Abstract

ABSTRACT Private Wealth Management (PWM) is a market providing financial services to High and Ultra High Net-Worth individuals and families. Here, efforts developed by wealth managers to attach those involved with wealth to financial instruments point to how the financial subjectivities of investor and advisor are co-enacted. So far, cultural economic literatures on the subjectivities entailed with financial markets have mostly produced separate accounts focused on financial consumers or professionals. Drawing on interviews with wealth managers in Lisbon, London, Geneva, and Zurich, this article demonstrates how investor and advisor subject positions co-materialize with the (re)reproduction of market attachments. By enriching a cultural economic heuristic of arts of attachment with insights from economic sociology, two main findings are generated. First, stabilizing customers as investors demands transmitting advice as ‘genuine’ care, rather than commercial interest; secondly, cultivating financial attachments within customers’ frames of intimate ties demands re-organizing how monetary and financial forms are imbricated with family (notably kinship) ties. These findings allow stressing how processes of financialization of wealth do not correspond to an intrinsic, natural involvement of U/HNWIs with financial markets and organizations but demand the occupation of financial subject positions that are critically involved with those of their financial services providers.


### Problem statement
Once more, print the records exactly as given.

--- Data records ---

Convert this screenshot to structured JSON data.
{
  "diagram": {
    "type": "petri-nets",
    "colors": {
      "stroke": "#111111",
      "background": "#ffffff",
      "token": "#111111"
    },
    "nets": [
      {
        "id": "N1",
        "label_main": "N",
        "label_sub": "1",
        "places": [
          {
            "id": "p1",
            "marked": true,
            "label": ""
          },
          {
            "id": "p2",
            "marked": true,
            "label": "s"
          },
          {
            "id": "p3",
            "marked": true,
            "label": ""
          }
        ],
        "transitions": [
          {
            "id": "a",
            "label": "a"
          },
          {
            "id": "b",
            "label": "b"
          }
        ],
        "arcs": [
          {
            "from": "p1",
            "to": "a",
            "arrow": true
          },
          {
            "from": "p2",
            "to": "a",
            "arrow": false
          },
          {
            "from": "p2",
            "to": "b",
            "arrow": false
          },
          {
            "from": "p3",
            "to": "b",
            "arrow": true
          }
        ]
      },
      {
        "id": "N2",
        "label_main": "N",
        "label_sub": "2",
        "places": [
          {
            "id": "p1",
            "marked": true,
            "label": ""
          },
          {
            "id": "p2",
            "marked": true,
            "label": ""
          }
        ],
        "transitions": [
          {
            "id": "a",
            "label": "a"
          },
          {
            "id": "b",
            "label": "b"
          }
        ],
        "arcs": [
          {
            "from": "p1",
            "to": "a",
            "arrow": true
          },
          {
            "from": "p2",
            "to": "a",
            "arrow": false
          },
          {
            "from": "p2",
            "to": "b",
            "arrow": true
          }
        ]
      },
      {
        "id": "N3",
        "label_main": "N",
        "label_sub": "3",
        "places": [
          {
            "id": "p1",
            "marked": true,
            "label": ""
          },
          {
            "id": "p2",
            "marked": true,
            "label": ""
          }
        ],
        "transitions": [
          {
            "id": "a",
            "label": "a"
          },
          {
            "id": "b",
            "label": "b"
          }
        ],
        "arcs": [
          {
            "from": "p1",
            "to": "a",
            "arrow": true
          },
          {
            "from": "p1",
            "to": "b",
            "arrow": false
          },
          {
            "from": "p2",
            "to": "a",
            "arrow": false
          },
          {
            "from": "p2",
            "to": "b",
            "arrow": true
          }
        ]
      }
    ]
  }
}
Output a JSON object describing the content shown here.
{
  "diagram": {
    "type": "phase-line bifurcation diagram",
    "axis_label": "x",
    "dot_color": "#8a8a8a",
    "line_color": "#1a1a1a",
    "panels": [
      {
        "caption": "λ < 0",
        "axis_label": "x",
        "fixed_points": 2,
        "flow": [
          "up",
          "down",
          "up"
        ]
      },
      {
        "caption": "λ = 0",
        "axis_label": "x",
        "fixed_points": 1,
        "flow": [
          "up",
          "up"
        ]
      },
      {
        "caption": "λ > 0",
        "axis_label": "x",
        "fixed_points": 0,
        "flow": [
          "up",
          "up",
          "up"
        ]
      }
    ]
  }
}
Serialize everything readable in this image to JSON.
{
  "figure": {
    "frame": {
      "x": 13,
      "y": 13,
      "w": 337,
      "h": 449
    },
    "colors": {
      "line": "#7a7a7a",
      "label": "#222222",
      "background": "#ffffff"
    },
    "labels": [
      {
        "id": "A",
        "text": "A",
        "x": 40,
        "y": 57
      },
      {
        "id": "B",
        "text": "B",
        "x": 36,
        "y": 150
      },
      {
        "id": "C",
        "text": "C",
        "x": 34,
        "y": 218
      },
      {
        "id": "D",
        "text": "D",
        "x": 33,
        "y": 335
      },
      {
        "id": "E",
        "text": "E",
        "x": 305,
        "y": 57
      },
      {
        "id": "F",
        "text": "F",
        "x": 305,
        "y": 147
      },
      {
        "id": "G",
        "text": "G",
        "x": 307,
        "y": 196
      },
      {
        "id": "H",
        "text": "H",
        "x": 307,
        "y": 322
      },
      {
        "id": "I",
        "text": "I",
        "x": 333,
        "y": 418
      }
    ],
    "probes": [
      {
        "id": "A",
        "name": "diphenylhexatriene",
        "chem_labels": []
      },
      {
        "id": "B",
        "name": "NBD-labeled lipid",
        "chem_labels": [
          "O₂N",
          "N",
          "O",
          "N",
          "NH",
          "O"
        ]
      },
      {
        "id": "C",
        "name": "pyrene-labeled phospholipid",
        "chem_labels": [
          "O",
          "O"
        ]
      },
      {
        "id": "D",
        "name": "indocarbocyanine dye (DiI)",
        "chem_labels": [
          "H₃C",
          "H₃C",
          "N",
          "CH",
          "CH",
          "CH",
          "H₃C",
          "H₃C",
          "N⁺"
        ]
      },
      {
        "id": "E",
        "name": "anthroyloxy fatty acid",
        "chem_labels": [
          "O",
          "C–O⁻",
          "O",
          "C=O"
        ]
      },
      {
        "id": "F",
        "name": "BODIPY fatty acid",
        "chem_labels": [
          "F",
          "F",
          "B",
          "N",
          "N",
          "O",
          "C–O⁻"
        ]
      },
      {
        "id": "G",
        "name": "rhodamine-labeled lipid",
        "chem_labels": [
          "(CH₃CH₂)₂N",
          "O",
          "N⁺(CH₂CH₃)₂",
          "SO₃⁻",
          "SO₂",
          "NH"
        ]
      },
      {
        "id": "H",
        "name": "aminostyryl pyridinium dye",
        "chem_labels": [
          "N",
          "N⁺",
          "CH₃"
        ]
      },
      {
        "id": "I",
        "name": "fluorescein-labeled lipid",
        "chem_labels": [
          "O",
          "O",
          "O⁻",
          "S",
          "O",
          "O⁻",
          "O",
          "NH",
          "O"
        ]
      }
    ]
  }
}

---

### Exercise output
Convert this screenshot to structured JSON data.
{
  "diagram": {
    "type": "petri-nets",
    "colors": {
      "stroke": "#111111",
      "background": "#ffffff",
      "token": "#111111"
    },
    "nets": [
      {
        "id": "N1",
        "label_main": "N",
        "label_sub": "1",
        "places": [
          {
            "id": "p1",
            "marked": true,
            "label": ""
          },
          {
            "id": "p2",
            "marked": true,
            "label": "s"
          },
          {
            "id": "p3",
            "marked": true,
            "label": ""
          }
        ],
        "transitions": [
          {
            "id": "a",
            "label": "a"
          },
          {
            "id": "b",
            "label": "b"
          }
        ],
        "arcs": [
          {
            "from": "p1",
            "to": "a",
            "arrow": true
          },
          {
            "from": "p2",
            "to": "a",
            "arrow": false
          },
          {
            "from": "p2",
            "to": "b",
            "arrow": false
          },
          {
            "from": "p3",
            "to": "b",
            "arrow": true
          }
        ]
      },
      {
        "id": "N2",
        "label_main": "N",
        "label_sub": "2",
        "places": [
          {
            "id": "p1",
            "marked": true,
            "label": ""
          },
          {
            "id": "p2",
            "marked": true,
            "label": ""
          }
        ],
        "transitions": [
          {
            "id": "a",
            "label": "a"
          },
          {
            "id": "b",
            "label": "b"
          }
        ],
        "arcs": [
          {
            "from": "p1",
            "to": "a",
            "arrow": true
          },
          {
            "from": "p2",
            "to": "a",
            "arrow": false
          },
          {
            "from": "p2",
            "to": "b",
            "arrow": true
          }
        ]
      },
      {
        "id": "N3",
        "label_main": "N",
        "label_sub": "3",
        "places": [
          {
            "id": "p1",
            "marked": true,
            "label": ""
          },
          {
            "id": "p2",
            "marked": true,
            "label": ""
          }
        ],
        "transitions": [
          {
            "id": "a",
            "label": "a"
          },
          {
            "id": "b",
            "label": "b"
          }
        ],
        "arcs": [
          {
            "from": "p1",
            "to": "a",
            "arrow": true
          },
          {
            "from": "p1",
            "to": "b",
            "arrow": false
          },
          {
            "from": "p2",
            "to": "a",
            "arrow": false
          },
          {
            "from": "p2",
            "to": "b",
            "arrow": true
          }
        ]
      }
    ]
  }
}
Output a JSON object describing the content shown here.
{
  "diagram": {
    "type": "phase-line bifurcation diagram",
    "axis_label": "x",
    "dot_color": "#8a8a8a",
    "line_color": "#1a1a1a",
    "panels": [
      {
        "caption": "λ < 0",
        "axis_label": "x",
        "fixed_points": 2,
        "flow": [
          "up",
          "down",
          "up"
        ]
      },
      {
        "caption": "λ = 0",
        "axis_label": "x",
        "fixed_points": 1,
        "flow": [
          "up",
          "up"
        ]
      },
      {
        "caption": "λ > 0",
        "axis_label": "x",
        "fixed_points": 0,
        "flow": [
          "up",
          "up",
          "up"
        ]
      }
    ]
  }
}
Serialize everything readable in this image to JSON.
{
  "figure": {
    "frame": {
      "x": 13,
      "y": 13,
      "w": 337,
      "h": 449
    },
    "colors": {
      "line": "#7a7a7a",
      "label": "#222222",
      "background": "#ffffff"
    },
    "labels": [
      {
        "id": "A",
        "text": "A",
        "x": 40,
        "y": 57
      },
      {
        "id": "B",
        "text": "B",
        "x": 36,
        "y": 150
      },
      {
        "id": "C",
        "text": "C",
        "x": 34,
        "y": 218
      },
      {
        "id": "D",
        "text": "D",
        "x": 33,
        "y": 335
      },
      {
        "id": "E",
        "text": "E",
        "x": 305,
        "y": 57
      },
      {
        "id": "F",
        "text": "F",
        "x": 305,
        "y": 147
      },
      {
        "id": "G",
        "text": "G",
        "x": 307,
        "y": 196
      },
      {
        "id": "H",
        "text": "H",
        "x": 307,
        "y": 322
      },
      {
        "id": "I",
        "text": "I",
        "x": 333,
        "y": 418
      }
    ],
    "probes": [
      {
        "id": "A",
        "name": "diphenylhexatriene",
        "chem_labels": []
      },
      {
        "id": "B",
        "name": "NBD-labeled lipid",
        "chem_labels": [
          "O₂N",
          "N",
          "O",
          "N",
          "NH",
          "O"
        ]
      },
      {
        "id": "C",
        "name": "pyrene-labeled phospholipid",
        "chem_labels": [
          "O",
          "O"
        ]
      },
      {
        "id": "D",
        "name": "indocarbocyanine dye (DiI)",
        "chem_labels": [
          "H₃C",
          "H₃C",
          "N",
          "CH",
          "CH",
          "CH",
          "H₃C",
          "H₃C",
          "N⁺"
        ]
      },
      {
        "id": "E",
        "name": "anthroyloxy fatty acid",
        "chem_labels": [
          "O",
          "C–O⁻",
          "O",
          "C=O"
        ]
      },
      {
        "id": "F",
        "name": "BODIPY fatty acid",
        "chem_labels": [
          "F",
          "F",
          "B",
          "N",
          "N",
          "O",
          "C–O⁻"
        ]
      },
      {
        "id": "G",
        "name": "rhodamine-labeled lipid",
        "chem_labels": [
          "(CH₃CH₂)₂N",
          "O",
          "N⁺(CH₂CH₃)₂",
          "SO₃⁻",
          "SO₂",
          "NH"
        ]
      },
      {
        "id": "H",
        "name": "aminostyryl pyridinium dye",
        "chem_labels": [
          "N",
          "N⁺",
          "CH₃"
        ]
      },
      {
        "id": "I",
        "name": "fluorescein-labeled lipid",
        "chem_labels": [
          "O",
          "O",
          "O⁻",
          "S",
          "O",
          "O⁻",
          "O",
          "NH",
          "O"
        ]
      }
    ]
  }
}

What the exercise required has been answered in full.